Damian Carrington 

Boris Island airport: economy trumps environment once again

Damian Carrington: The UK goverment is desperate for growth at, it seems, any environmental cost and while the Thames estuary airport remains a long shot, do not rule out a revival of a third runway at Heathrow
  
  

Damian blog on  four-runway Thames Estuary airport :  heavy plane traffic at Heathrow Airport
Over 67m people pass through London's Heathrow airport each year, but about 150m a year would use the proposed Boris Island airport in the Thames estuary. Photograph: David Levene for the Guardian Photograph: David Levene/Guardian

Aviation has been the most potent symbol of carbon excess for the environmental movement, which is why it greeted with such delight the Conservative party's election promise to cancel a third runway at Heathrow and rule out expansion at Gatwick and Stansted.

But times have changed. The government is now utterly desperate for economic growth at, it seems, any environmental price. David Cameron's slogan - "vote blue to go green" - has rarely looked more cynical. If the Thames estuary airport, for which a consulation was announced today, goes ahead then "Boris Island" will once again put planes on the frontline of the fight against global warming.

As it happens, there is headroom in the UK's legally binding carbon targets for a 60% increase in flights by 2050, according to the governments official advisors, the Committee on Climate Change. To help tackle climate change, the nation must have reduced it emissions of greenhouse gases by 80% by 2050: a full quarter of that 20% remaining would be aviation, an area where it is relatively hard to reduce emissions, except by not flying in the first place.

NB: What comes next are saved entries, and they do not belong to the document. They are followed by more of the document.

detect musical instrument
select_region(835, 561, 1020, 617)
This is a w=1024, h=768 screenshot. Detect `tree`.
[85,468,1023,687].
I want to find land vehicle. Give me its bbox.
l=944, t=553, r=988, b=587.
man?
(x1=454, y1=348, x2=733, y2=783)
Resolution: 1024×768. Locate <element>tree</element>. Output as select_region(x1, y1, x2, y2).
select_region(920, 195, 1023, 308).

But the Thames estuary proposal, at double the size of Heathrow, would account for all of that headroom, meaning not a single expansion at any other UK airport ever again. That's an unlikely scenario, in my opinion, given how seductively business groups argues that more flights bring economic growth. The inclusion of aviation in the European emissions trading scheme from 1 January may encourage more efficient aircraft, if the scheme is not lobbied into uselessness as other industries have managed, but increasing flights will easily outstrip any efficiency savings.

If a cavalier attitude to carbon emissions doesn't worry you, though it should, then planting what would be one of the world's biggest airports in the middle of one of Europe's most important sites for wild birds should. "This would be an irreversible act of vandalism on a grand scale," says Chris Corrigan, RSPB director for South East England.

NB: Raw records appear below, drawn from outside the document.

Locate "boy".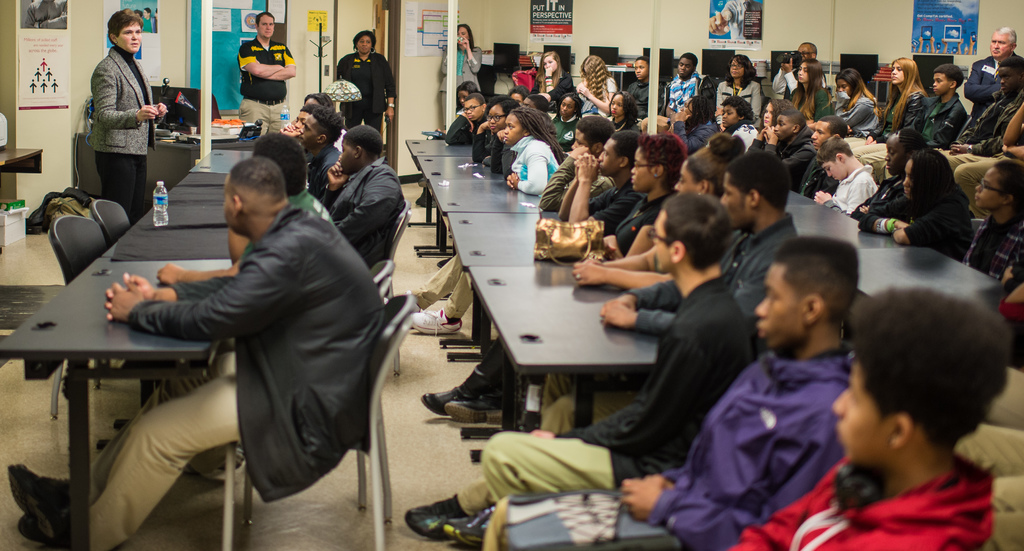
Bounding box: bbox=(317, 127, 413, 268).
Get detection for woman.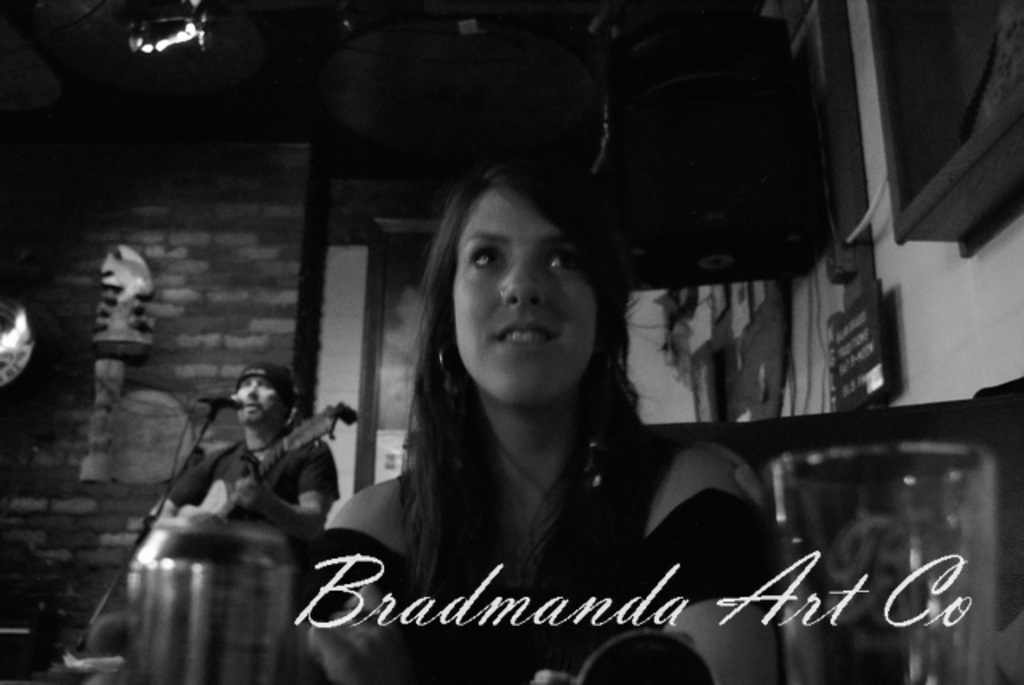
Detection: Rect(318, 157, 803, 645).
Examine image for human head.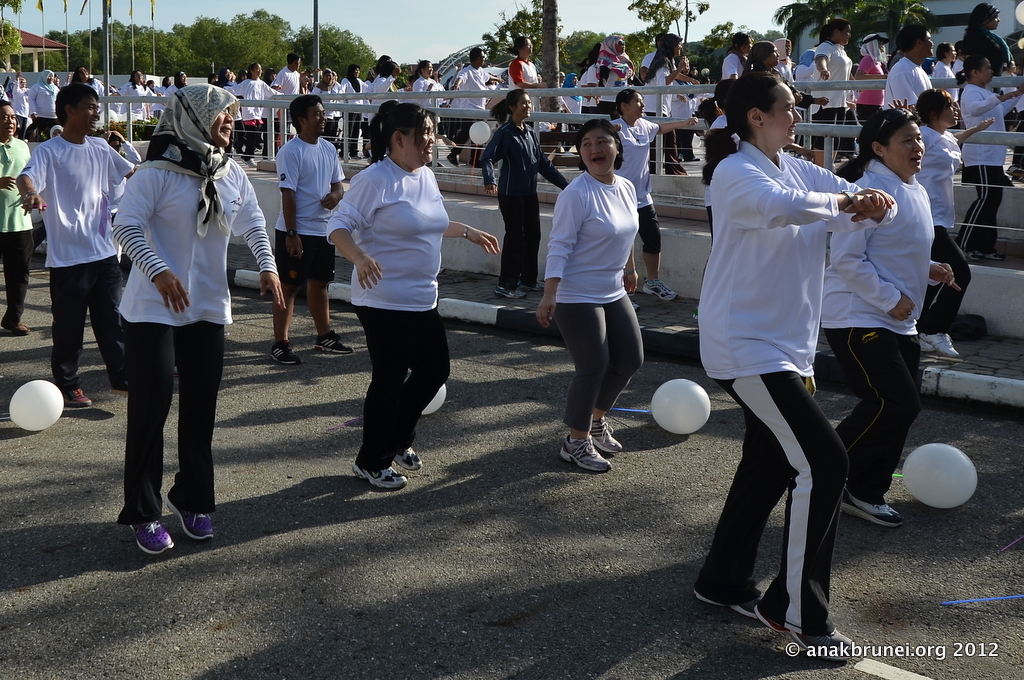
Examination result: 235, 67, 248, 84.
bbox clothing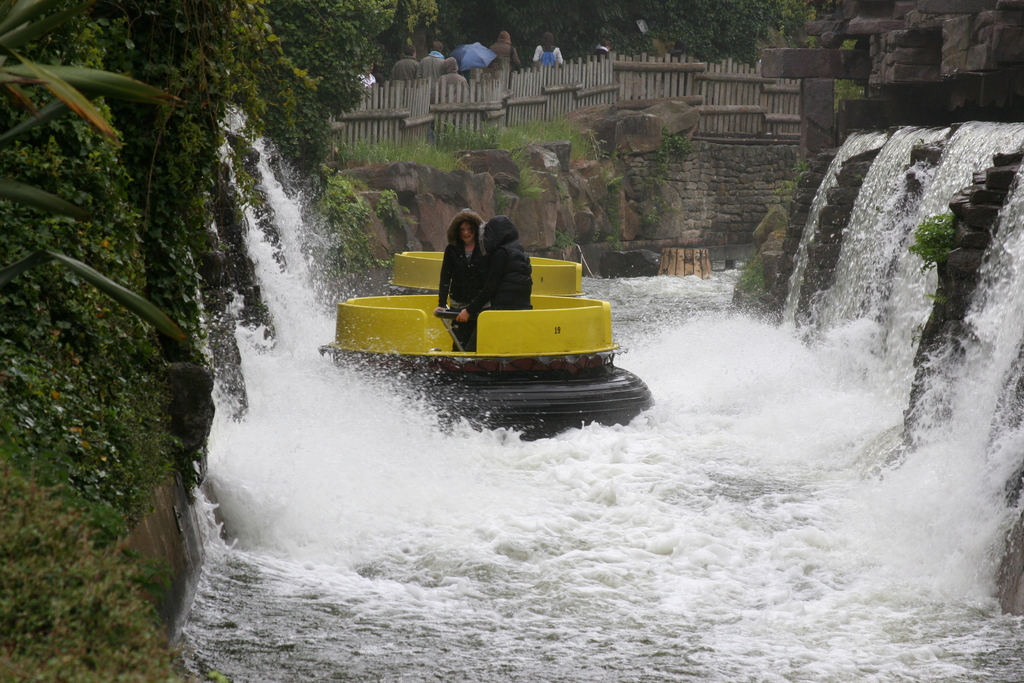
bbox(440, 202, 486, 336)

The move follows a series of anti-environmental policies from the government, each justified on economic grounds, each greeted with horror by millions of people: the abandoned sell-off of public woodland, the ripping up of planning laws, the chancellor's attack on "ridiculous" environmental protections.

This is the key point. For all the government's talk of how hugely valuable the natural environment is - £30bn a year, according to its own definitive study - when push comes to shove, it is expendable in the pursuit of economic growth. Never mind that we live in a finite world. Never mind that our children will pick up the ever-growing bill for repairing the damage. Never mind that this government promised to be "the greenest government ever".

There is, however, another possible explanation for Cameron's decision to hold a consultation on the Boris Island airport, suggested to me by the Guardian's transport correspondent Gwyn Topham. He says the opinion of many in aviation is that the estuary airport, estimated to cost £50bn, will never be built. A third runway at Heathrow is a much cheaper and faster way to increase aviation capacity.

In this scenario, a consultation that concludes that Boris Island is a ludicrous proposition neatly leads to renewed enthusiasm for a third runway at Heathrow. That would plumb new depths of cynicism and could not happen under the current transport secretary, Justine Greening, who campaigned hard against Heathrow expansion in her west London constituency.

Only time will tell, but in the meantime the consultation gives Boris Johnson, seeking relection as Mayor of London, apparent good news for the millions living under the Heathrow flight path. And environmental issues, idiotically, get put back in the box marked "for the economic good times only."